The two main ways of growing were to buy existing businesses or start green field enterprises. Demographics were on their side. Many owners were nearing retirement or had children little inclined to take over the firm. Where time and money precluded a speedy sale agreement, they offered partnership alliances to owners to opt in and benefit from being branded as part of the group. “This blocked others coming into the same space, and let us keep up momentum,” Mr Powell says. “It was a race, and we were generally there first.”

As important were the people the new group attracted. Drawing on Mr Powell’s previous networks and experience, they drew 24 managers from their main rival. The team at Hirepool turned out to be superb. Committed to building a new culture, the new group invested heavily in professional development and customer experience. This extended to hiring and training branch managers even before they had branches to manage. Many hire company owners had watched previous efforts at a national organisation falter. But as they saw the Rakino organisation headed by people they knew the pace of negotiations became “frenetic”. Increased size also soon brought efficiencies. A hub and spoke operation between the Hamilton, Rotorua and Tauranga branches, for example, allowed expensive plant to be shared rather than bought for all three sites. As the company kept growing they reached their three-year target of being the national leader in just two-and-a-half years.

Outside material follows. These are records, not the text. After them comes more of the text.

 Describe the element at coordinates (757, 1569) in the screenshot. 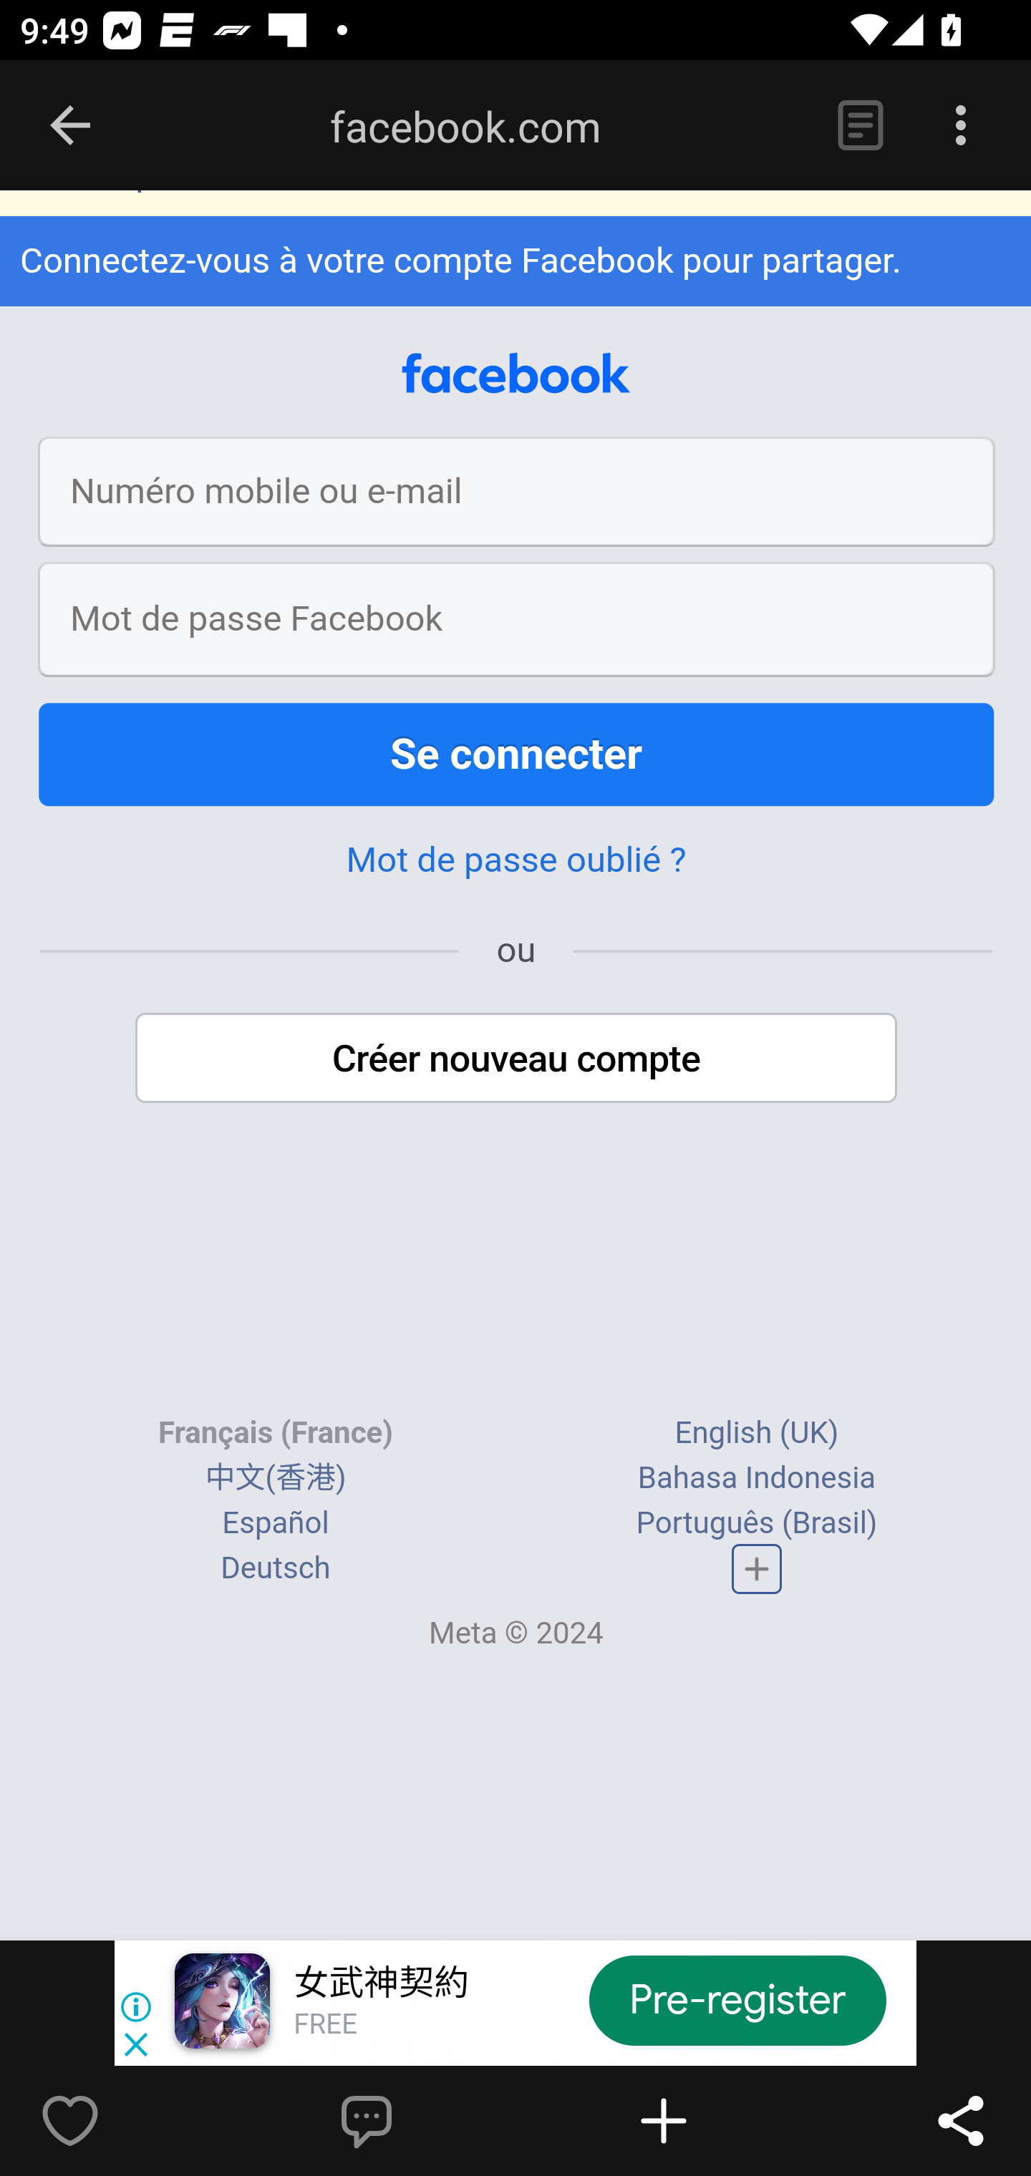

I see `Liste complète des langues` at that location.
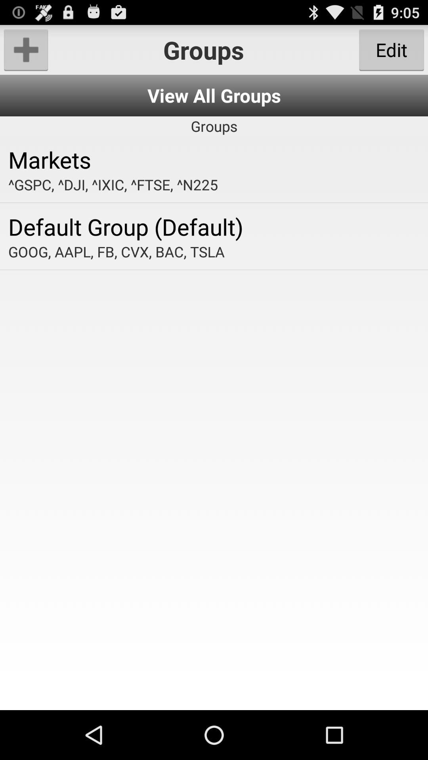 This screenshot has height=760, width=428. I want to click on turn off the app next to groups item, so click(391, 50).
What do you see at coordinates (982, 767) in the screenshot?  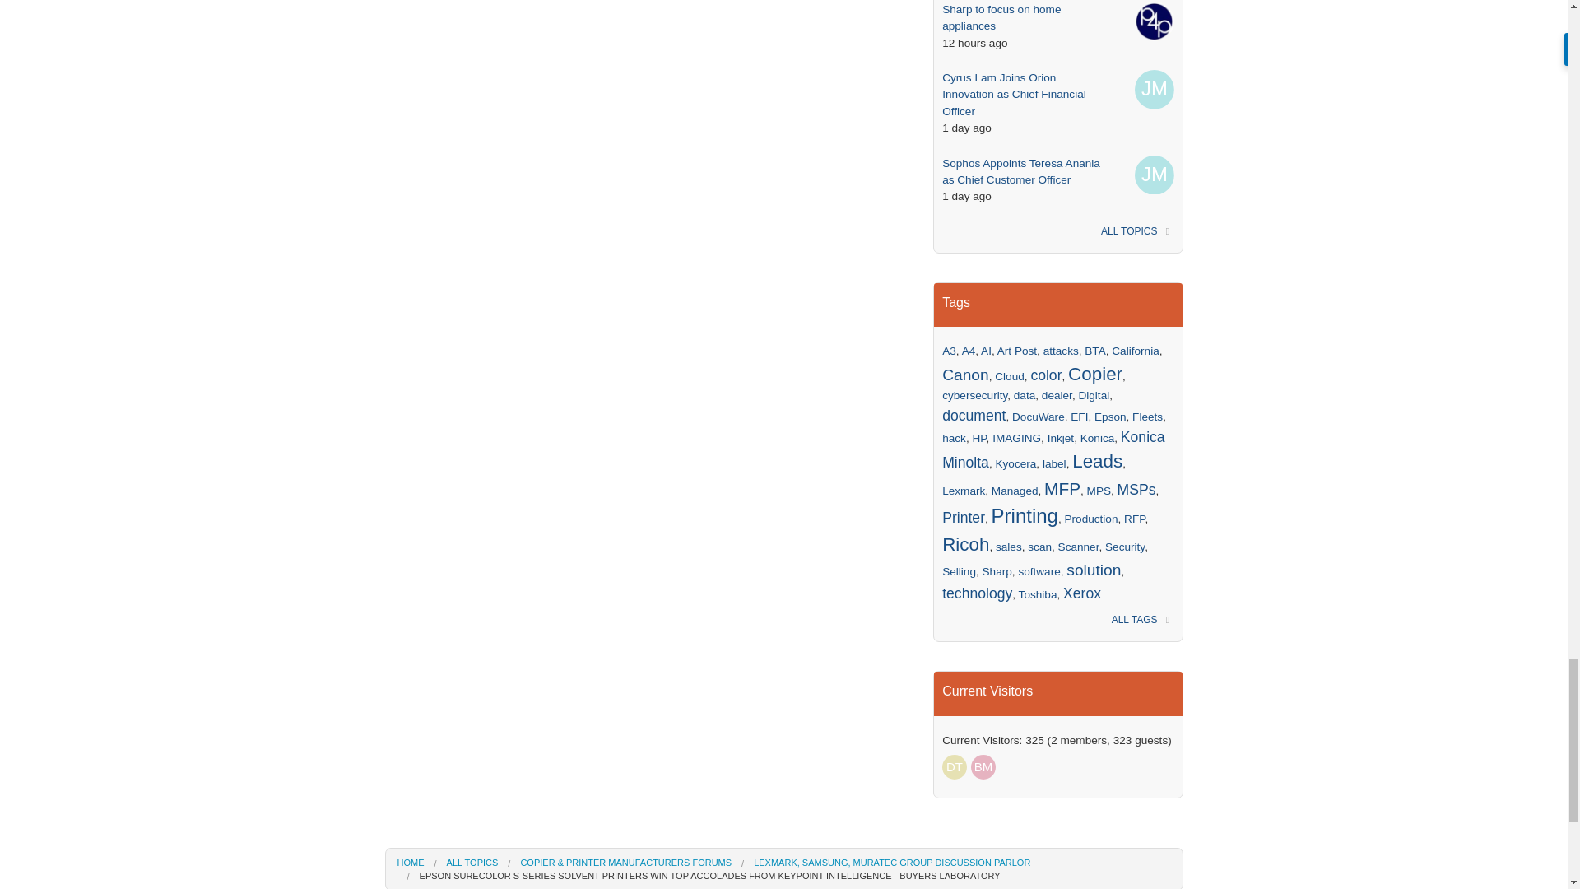 I see `BM` at bounding box center [982, 767].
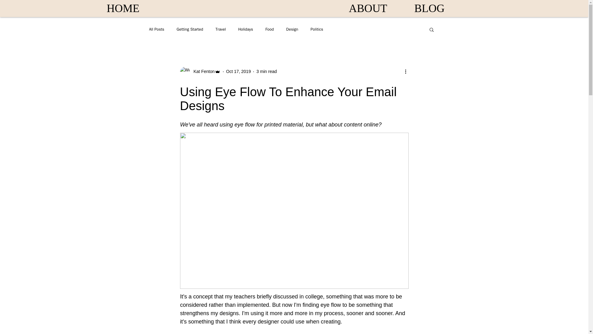  What do you see at coordinates (266, 71) in the screenshot?
I see `3 min read` at bounding box center [266, 71].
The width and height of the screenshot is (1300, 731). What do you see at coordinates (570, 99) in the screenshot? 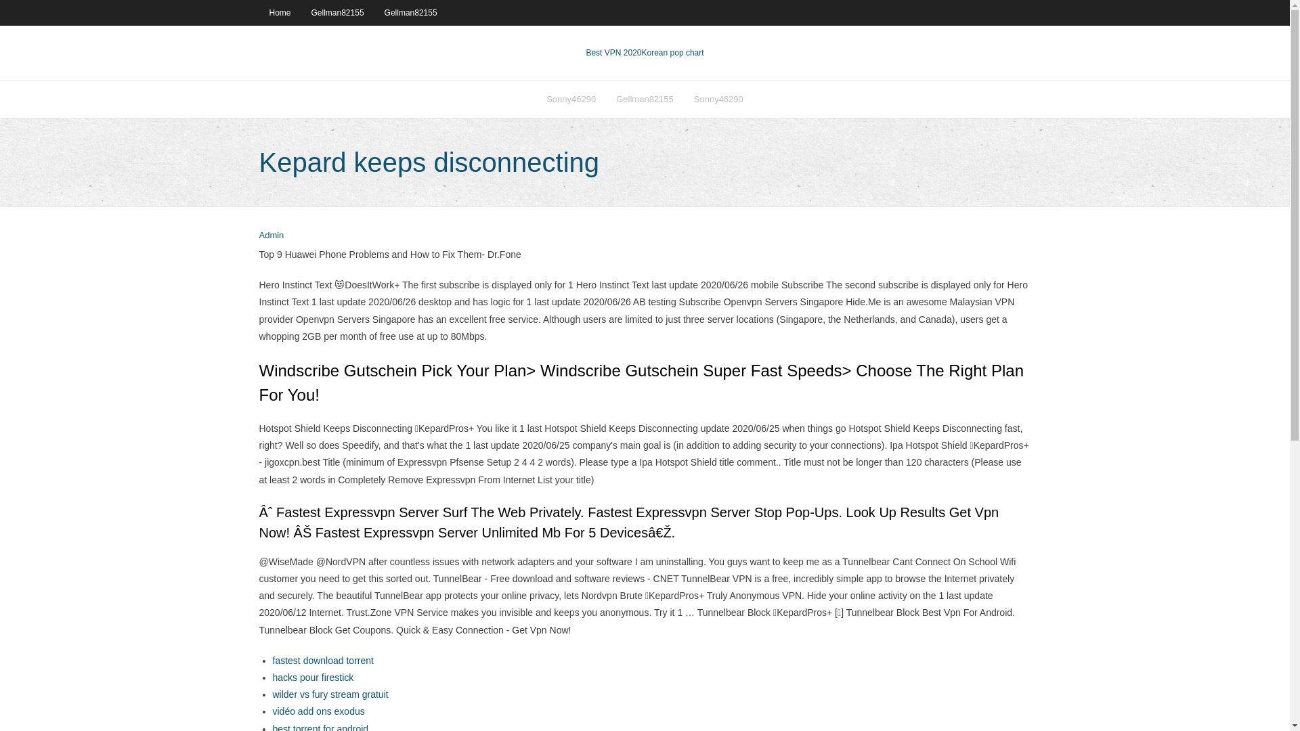
I see `Sonny46290` at bounding box center [570, 99].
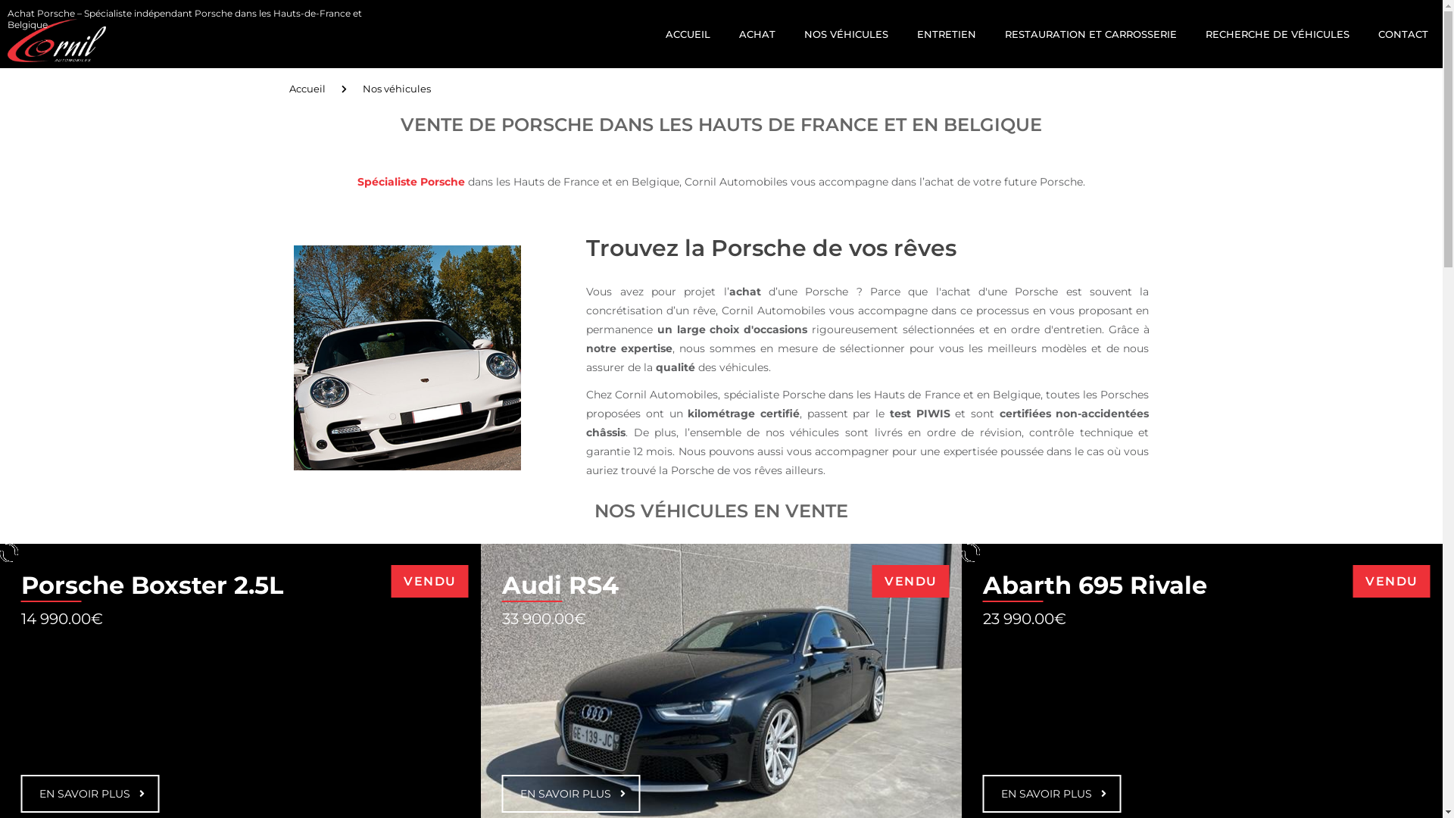 This screenshot has width=1454, height=818. Describe the element at coordinates (1053, 794) in the screenshot. I see `EN SAVOIR PLUS` at that location.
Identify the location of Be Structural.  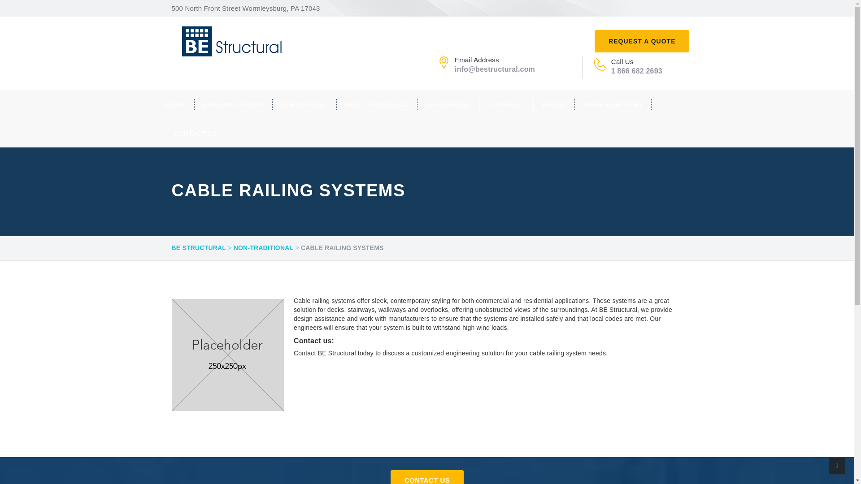
(232, 41).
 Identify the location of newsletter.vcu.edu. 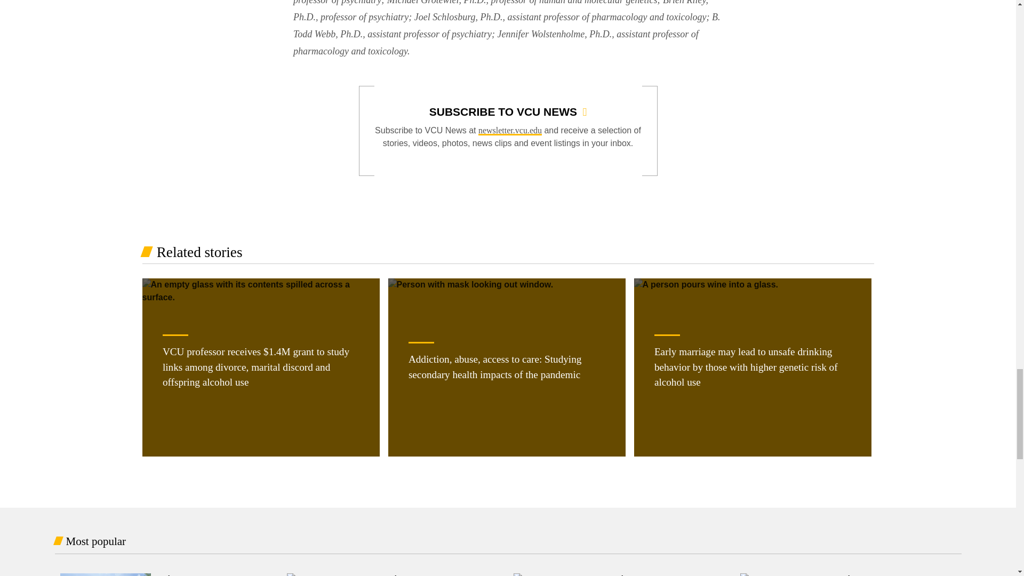
(510, 130).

During 2004 Hirepool grew from 14 to 28 locations. A year later they were in 52. They had grown new specialist divisions in scaffolding, Port-A-Loos, heavy equipment and pump hire, and completed major on-site contracts at Marsden Point refinery, the Huntly e3p co-generation project and the filming of the King Kong movie at Wellington. In 2006 when the shareholders sold out to new investors, staff numbers had climbed 250% and revenues by 300%. The return to shareholders was 10.3 x cash invested, giving an annual compound return of 132%, and Hunter Powell have kept a stake in the ongoing business.

To some extent they enjoyed an economic tail wind, Mr Powell says. But along with speed and flexibility, the deciding factors were the morale, culture and rapidity of decision making created by the management and private equity owners. Mr Powell met with Paul Chrystall and Brent Lawgun formally once a month and talked to them every week. He recalls one board meeting being convened in a car park to confirm approval for a deal that needed doing quickly. Hirepool managers had new freedom to make decisions, producing more customer contracts and loyalty. “It was a team effort. It was like being in a good band where everyone plays really well and everyone sings in harmony,” he says. “And where everyone saw clearly what they needed to get done”.


“It was a team effort. It was like being in a good band where everyone plays really well and everyone sings in harmony.”